SIP Protocol

SIP, or Session Initiation Protocol, is one of the most common protocols in VoIP technology. It is a signaling protocol that works with other application layer protocols such as SDP, UDP, TCP, and SCTP to control internet-based multimedia communication sessions. SIP is responsible for initiating, modifying, and terminating voice, video, and messaging sessions — making it the foundational signaling layer for enterprise VoIP and voice AI deployments.

For enterprise architects designing voice AI systems, SIP is the protocol that connects every component — from the PSTN gateway to the SBC, IP-PBX, and conversational AI platform — into a functioning voice communication architecture.

Key Points

  • Most common signaling protocol in VoIP technology
  • Controls initiation, modification, and termination of communication sessions
  • Works with SDP, UDP, TCP, and SCTP for complete session management
  • Foundational to enterprise telephony and voice AI architecture
  • Connects all voice infrastructure components

Why It Matters

SIP is the connective tissue of enterprise voice infrastructure. Any voice AI deployment — phone bots, conversational IVR, agent assist — depends on SIP to establish, manage, and terminate the voice sessions that carry customer interactions.

Best-Practice Perspective

Ensure all voice AI components — SBC, IP-PBX, conversational AI platform, ASR, and TTS engines — support compatible SIP implementations. Test SIP interoperability thoroughly in staging environments before production deployment to prevent session management failures.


Scan the data, and whenever a line contains "Attitudes", copy it.

[DATA PROVIDED]
- - -

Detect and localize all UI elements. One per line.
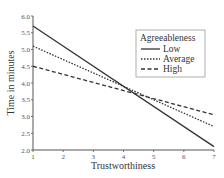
legend: Agreeableness Low Average High	[136, 30, 205, 77]
x-tick-label: 2	[61, 153, 65, 161]
line-chart: 2.02.53.03.54.04.55.05.56.01234567 Trust…	[0, 0, 224, 178]
legend-label-low: Low	[163, 44, 181, 54]
x-tick-label: 7	[212, 153, 216, 161]
legend-label-high: High	[163, 64, 182, 74]
y-tick-label: 5.0	[21, 46, 30, 54]
y-tick-label: 4.5	[21, 63, 30, 71]
y-tick-label: 5.5	[21, 29, 30, 37]
legend-title: Agreeableness	[140, 33, 196, 43]
y-tick-label: 6.0	[21, 13, 30, 21]
x-tick-label: 6	[182, 153, 186, 161]
y-axis-title: Time in minutes	[5, 50, 16, 115]
x-tick-label: 1	[31, 153, 35, 161]
y-tick-label: 4.0	[21, 80, 30, 88]
y-tick-label: 3.0	[21, 113, 30, 121]
x-axis-title: Trustworthiness	[91, 160, 155, 171]
y-tick-label: 3.5	[21, 96, 30, 104]
y-tick-label: 2.5	[21, 130, 30, 138]
legend-label-average: Average	[163, 54, 194, 64]
y-tick-label: 2.0	[21, 147, 30, 155]
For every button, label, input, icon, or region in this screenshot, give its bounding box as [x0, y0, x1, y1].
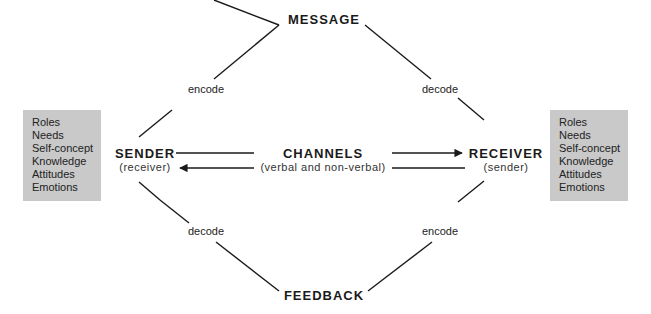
attribute-item: Attitudes	[559, 168, 628, 181]
attribute-item: Needs	[559, 129, 628, 142]
attribute-item: Attitudes	[32, 168, 101, 181]
receiver-sublabel: (sender)	[468, 161, 544, 173]
attribute-item: Roles	[559, 116, 628, 129]
channels-sublabel: (verbal and non-verbal)	[254, 161, 392, 173]
sender-node: SENDER (receiver)	[110, 146, 180, 173]
line-encode-message	[214, 0, 279, 25]
channels-label: CHANNELS	[254, 146, 392, 161]
attribute-item: Knowledge	[559, 155, 628, 168]
attribute-item: Emotions	[32, 181, 101, 194]
feedback-node: FEEDBACK	[280, 288, 368, 303]
line-sender-encode-lower	[139, 110, 172, 137]
attribute-item: Knowledge	[32, 155, 101, 168]
message-label: MESSAGE	[280, 12, 368, 27]
sender-sublabel: (receiver)	[110, 161, 180, 173]
attribute-item: Needs	[32, 129, 101, 142]
receiver-label: RECEIVER	[468, 146, 544, 161]
sender-attributes-box: Roles Needs Self-concept Knowledge Attit…	[23, 110, 101, 201]
receiver-node: RECEIVER (sender)	[468, 146, 544, 173]
sender-label: SENDER	[110, 146, 180, 161]
attribute-item: Emotions	[559, 181, 628, 194]
feedback-label: FEEDBACK	[280, 288, 368, 303]
channels-node: CHANNELS (verbal and non-verbal)	[254, 146, 392, 173]
attribute-item: Self-concept	[559, 142, 628, 155]
attribute-item: Self-concept	[32, 142, 101, 155]
receiver-attributes-box: Roles Needs Self-concept Knowledge Attit…	[550, 110, 628, 201]
edge-label-encode-top: encode	[188, 83, 224, 95]
edge-label-decode-bottom: decode	[188, 225, 224, 237]
message-node: MESSAGE	[280, 12, 368, 27]
edge-label-encode-bottom: encode	[422, 225, 458, 237]
attribute-item: Roles	[32, 116, 101, 129]
edge-label-decode-top: decode	[422, 83, 458, 95]
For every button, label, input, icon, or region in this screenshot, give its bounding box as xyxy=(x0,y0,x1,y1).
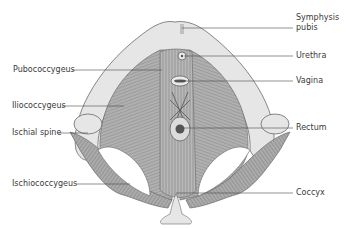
label-iliococcygeus: Iliococcygeus xyxy=(12,101,66,111)
label-ischiococcygeus: Ischiococcygeus xyxy=(12,179,77,189)
label-rectum: Rectum xyxy=(296,123,327,133)
label-urethra: Urethra xyxy=(296,51,326,61)
label-pubococcygeus: Pubococcygeus xyxy=(13,65,75,75)
rectum-opening xyxy=(170,117,190,141)
ischial-spine-bone-left xyxy=(74,114,102,134)
label-symphysis-line1: Symphysis xyxy=(296,13,339,23)
label-ischial-spine: Ischial spine xyxy=(12,128,61,138)
label-symphysis-pubis: Symphysis pubis xyxy=(296,13,339,33)
label-symphysis-line2: pubis xyxy=(296,23,339,33)
symphysis-pubis-joint xyxy=(180,24,184,34)
label-vagina: Vagina xyxy=(296,76,323,86)
ischial-spine-bone-right xyxy=(261,114,289,134)
label-coccyx: Coccyx xyxy=(296,188,325,198)
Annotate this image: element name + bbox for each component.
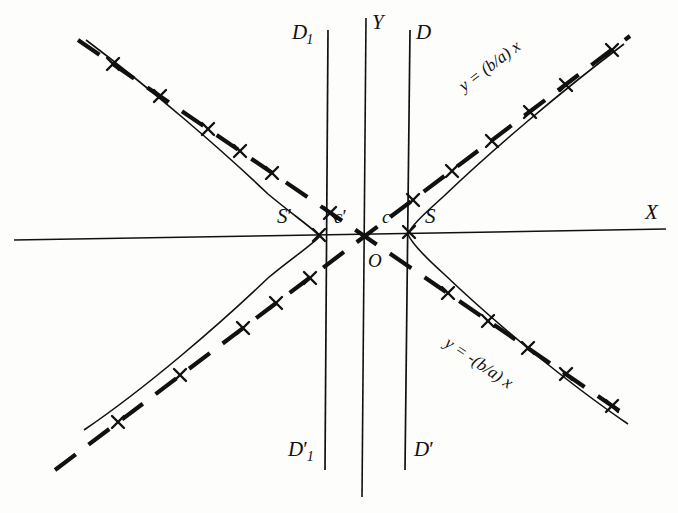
hyperbola-right-branch [408, 44, 628, 424]
directrix-d-top-label: D [416, 20, 431, 45]
y-axis-label: Y [372, 10, 384, 35]
hyperbola-figure: X Y O D1 D D′1 D′ S′ S c′ c y = (b/a) x … [0, 0, 678, 513]
origin-label: O [368, 250, 382, 272]
directrix-d-bottom-label: D′ [414, 437, 434, 462]
directrix-d1-top-letter: D [292, 20, 307, 44]
directrix-d1-line [325, 30, 328, 470]
foot-c-label: c [382, 206, 390, 228]
directrix-d-bottom-prime: ′ [429, 437, 434, 461]
foot-c-prime-mark: ′ [342, 206, 346, 227]
diagram-canvas [0, 0, 678, 513]
vertex-s-prime-mark: ′ [288, 204, 293, 228]
x-axis [14, 229, 666, 240]
x-axis-label: X [645, 200, 658, 225]
foot-c-prime-label: c′ [334, 206, 347, 228]
directrix-d-bottom-letter: D [414, 437, 429, 461]
directrix-d-line [405, 30, 410, 470]
vertex-s-label: S [425, 204, 436, 229]
directrix-d1-top-subscript: 1 [306, 31, 313, 47]
directrix-d1-bottom-subscript: 1 [307, 448, 314, 464]
vertex-s-prime-label: S′ [277, 204, 292, 229]
y-axis [362, 18, 366, 497]
asymptote-positive-slope [55, 36, 630, 470]
directrix-d1-top-label: D1 [292, 20, 313, 48]
vertex-s-prime-letter: S [277, 204, 288, 228]
directrix-d1-bottom-label: D′1 [288, 437, 314, 465]
directrix-d1-bottom-letter: D [288, 437, 303, 461]
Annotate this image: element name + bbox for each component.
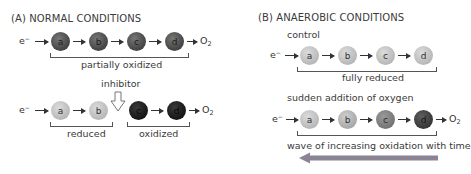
arrow-icon — [322, 119, 334, 120]
carrier-b: b — [338, 110, 357, 129]
arrow-icon — [111, 41, 123, 42]
arrow-icon — [360, 55, 372, 56]
arrow-icon — [35, 41, 48, 42]
state-label: partially oxidized — [81, 59, 162, 70]
inhibitor-label: inhibitor — [101, 78, 140, 89]
bracket — [50, 53, 189, 58]
carrier-d: d — [414, 46, 433, 65]
arrow-icon — [189, 110, 199, 111]
arrow-icon — [73, 41, 85, 42]
electron-label: e− — [270, 49, 281, 60]
carrier-d: d — [165, 32, 184, 51]
oxygen-label: O2 — [449, 113, 461, 126]
carrier-c: c — [376, 46, 395, 65]
arrow-icon — [35, 110, 48, 111]
carrier-a: a — [51, 101, 70, 120]
arrow-icon — [322, 55, 334, 56]
bracket — [297, 131, 437, 136]
electron-label: e− — [272, 113, 283, 124]
carrier-a: a — [300, 46, 319, 65]
arrow-icon — [187, 41, 197, 42]
electron-label: e− — [19, 35, 30, 46]
state-label: fully reduced — [342, 72, 404, 83]
panel-a-title: (A) NORMAL CONDITIONS — [11, 13, 141, 24]
arrow-icon — [286, 119, 298, 120]
carrier-c: c — [127, 32, 146, 51]
reduced-label: reduced — [67, 128, 106, 139]
oxygen-label: O2 — [200, 35, 212, 48]
carrier-a: a — [51, 32, 70, 51]
arrow-icon — [149, 41, 161, 42]
wave-arrow-icon — [298, 152, 440, 164]
carrier-a: a — [300, 110, 319, 129]
inhibitor-arrow-icon — [110, 91, 126, 113]
carrier-b: b — [338, 46, 357, 65]
arrow-icon — [285, 55, 298, 56]
carrier-b: b — [89, 32, 108, 51]
bracket-reduced — [50, 122, 113, 127]
arrow-icon — [398, 119, 410, 120]
bracket-oxidized — [127, 122, 190, 127]
carrier-c: c — [129, 101, 148, 120]
wave-label: wave of increasing oxidation with time — [287, 140, 471, 151]
oxygen-addition-label: sudden addition of oxygen — [287, 92, 414, 103]
panel-b-title: (B) ANAEROBIC CONDITIONS — [258, 12, 404, 23]
oxidized-label: oxidized — [139, 128, 178, 139]
arrow-icon — [436, 119, 446, 120]
arrow-icon — [360, 119, 372, 120]
arrow-icon — [151, 110, 163, 111]
carrier-c: c — [376, 110, 395, 129]
carrier-b: b — [89, 101, 108, 120]
electron-label: e− — [19, 104, 30, 115]
carrier-d: d — [414, 110, 433, 129]
oxygen-label: O2 — [202, 104, 214, 117]
carrier-d: d — [167, 101, 186, 120]
control-label: control — [287, 29, 320, 40]
arrow-icon — [398, 55, 410, 56]
arrow-icon — [73, 110, 85, 111]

- - -

[SOLUTION TO THIS TASK]
attribute-item: Attitudes	[559, 168, 628, 181]
attribute-item: Attitudes	[32, 168, 101, 181]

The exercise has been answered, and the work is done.